January 1995

SPEAKING OF SPORTS

by Barry Stagg

JANUARY 1995

Mensa Hockey League to be formed by striking NHL players

Hockey continues to be a game played only in the sane environments of minor league cities and minor hockey arenas as this piece is written in mid-December. The rich and overweening players and their employers at the major league level still seem bound for commercial hell in the proverbial hockeybag. All across the spectrum of fanhood there is disgust mixed with outright contempt for these sheltered actors in an industry that has dodged the empty horrors of the decade long recession. It is time that players like Captain Testosterone aka Mark Messier got a chance to put their vast savings where their overworked mouths usually dominate. Messier has sounded off in Europe about a player's league if the National Hockey League cancels the season. I cannot wait to see how the good captain makes out as a full bore capitalist in charge of paying the bills.

Wayne Gretzky has already seen his commercial mentor, Bruce McNall prepare to plead guilty to crimes that revolve around defrauding various entities of a sum estimated at better than $230 million. Gretzky owes his somewhat unintentional entry into the American labour market to McNall's daring purchase of The Great One from the ever opportunistic Edmonton car dealer Peter Pocklington. Perhaps the public can judge some of the players potential for honest capitalistic effort by the company they keep. McNall, of course, is all set to keep extremely close company with a brand new circle of uniforms after he is sentenced for his decade of criminal deception. I would sincerely hope that any foray into team ownership by the Gretzky's, Messier's, Hull's and Chelios' is based on business principles other than those practiced by the likes of McNall in the course of his ruinous criminal rampage through the fields of finance.

Would the fan in the gray seats in Maple Leaf Gardens enjoy watching Mark Messier the first time he has to deal with a whining snot masquerading as a left winger making a demand for a mid-season contract revision. Better still, I would like to see him trying to arrange a line of credit for his team after a season of mature and sensible management by the legion of economists, actuaries and management experts who now populate the rosters of the strike-bound teams. Obviously Messier and his fellow player/owners/Renaissance men would look to their own ranks and to their close acquaintances for hired help to lease the rinks, negotiate the contracts and get the hockey equipment from airport to airport. Surely plenty of the 10% Brigade otherwise known as hockey agents will be frothingly anxious to sign up to manage these new teams for their longtime clients/meal tickets. These agents will be glad to get away from that old skimming procedure that now serves as their source of income. Getting 10% off the top of a contract will be eagerly replaced by the obvious pleasures of negotiating collective agreements with rink attendants and arranging to have the local scalpers arrested.

The pleasures of ownership are so many when compared to the daily tedium of a player's life. Certainly their friends who now act as their agents and as their bargaining team will want the sense of adventure and mystery that goes with making the Friday pay-roll when the accounts are empty on Thursday. This is the future as Mark Messier seems to envision it. After all he will be bringing his vast business experience and his knowledge of the flight plans between NHL cities to any ownership arrangement. It should be a new and quite adventurous chapter in the annals of mercantilism. I am especially waiting to see Bob Probert in charge of arranging immigration visas for these new teams. He has the most experience of any of the players in that delicate area. Doesn't he?

A choice for League commissioner will present an interesting dilemma for the player/owners. A recent fawning column in a Toronto daily suggested that former Canadiens' goalie Ken Dryden would be a wise pick for the job. Dryden now writes for at least part of his living and he recently wrote an opinion piece in Toronto suggesting that ending tax write-offs for corporate ticket purchases would go a long ways toward reforming the sports for money industry. This should render him irresistible to the democrats who will be running these new teams and who will want to remove all memories of the bad old ways of doing business which resulted in all those cumbersome million dollar contracts for Messier, Probert, et al. Dryden positively weeps at the indignities heaped on the working man from his perch well inside the borders of privilege and advantage. He will be an obvious pick to rule the league with his unparalleled insight and gifted interpretation of life as it appears to him from the frozen tundra of North Toronto. Look for him to be a big hit with the fans in Flin Flon and Marystown.

All this adventure and entertainment will be forfeited if the strike gets settled. It almost makes me wish that the players and owners do commit the frozen equivalent of Hari-Kari. Ritual suicide in the name of collective bargaining and the thrills of arbitration: That is a truly wonderful and disgusting solution to this impasse.

Until next month: Be Proud, Be Prosperous.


▶ _TASK DETAILS_
Output every record word for word, minus the pictures.
BEGIN SUPPLIED DATA
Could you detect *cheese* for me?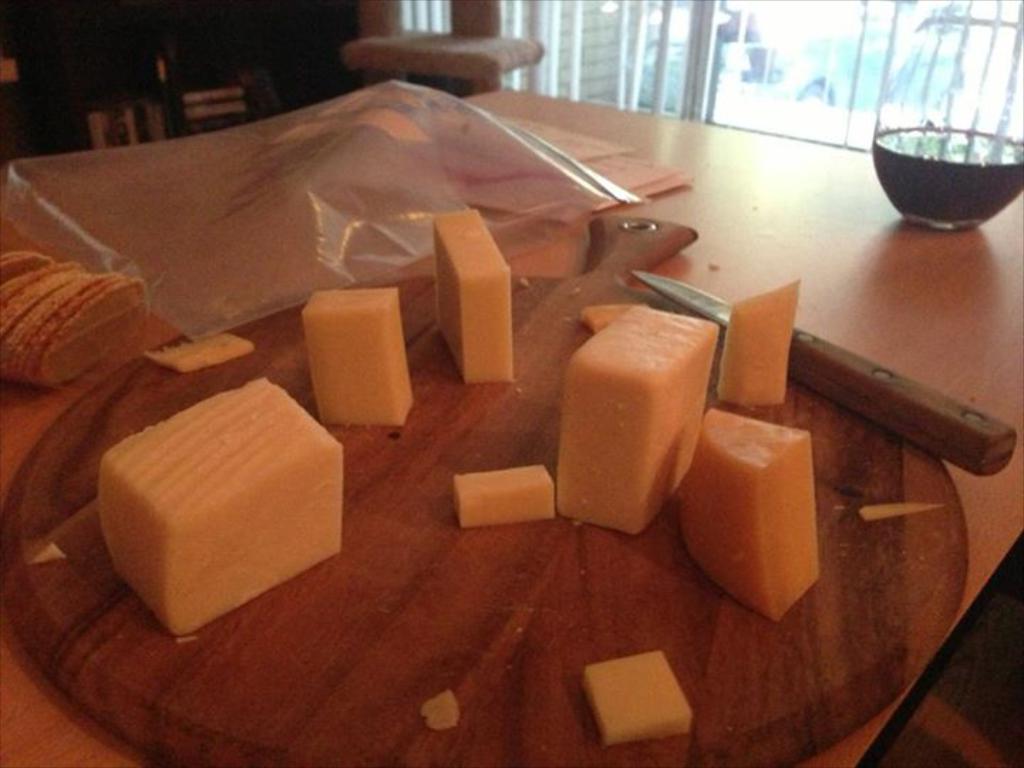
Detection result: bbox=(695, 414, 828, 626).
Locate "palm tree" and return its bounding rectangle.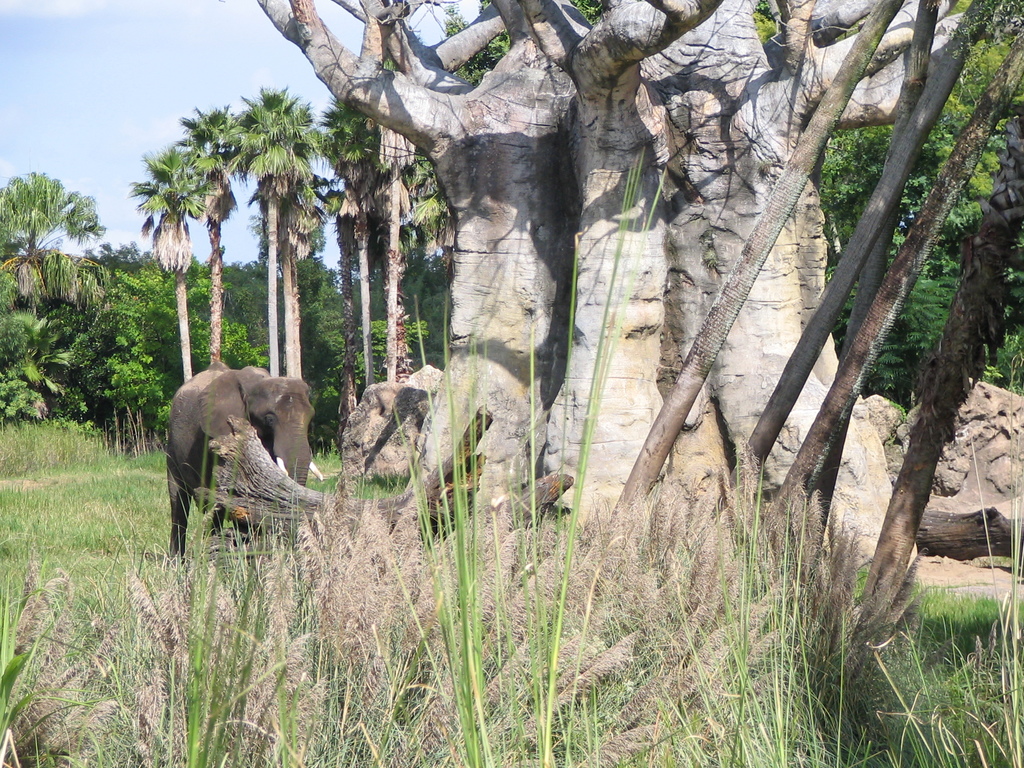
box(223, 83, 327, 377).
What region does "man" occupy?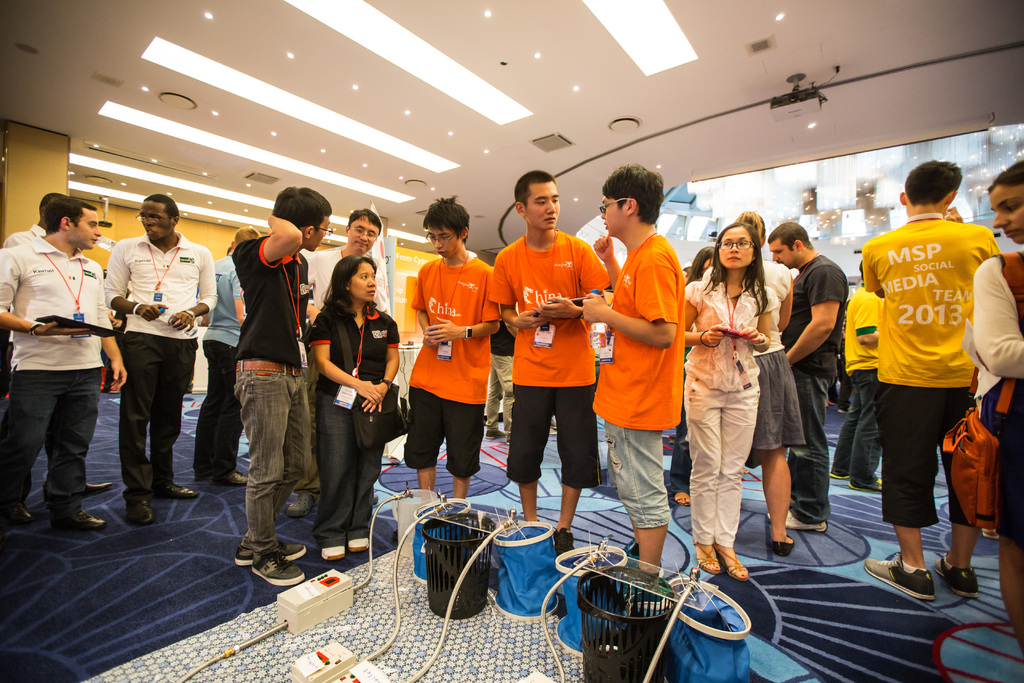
END SUPPLIED DATA
▶ _RESPONSE BELOW_
Could you detect *cheese* for me?
Detection result: bbox=(695, 414, 828, 626).
Locate "palm tree" and return its bounding rectangle.
box(223, 83, 327, 377).
What region does "man" occupy?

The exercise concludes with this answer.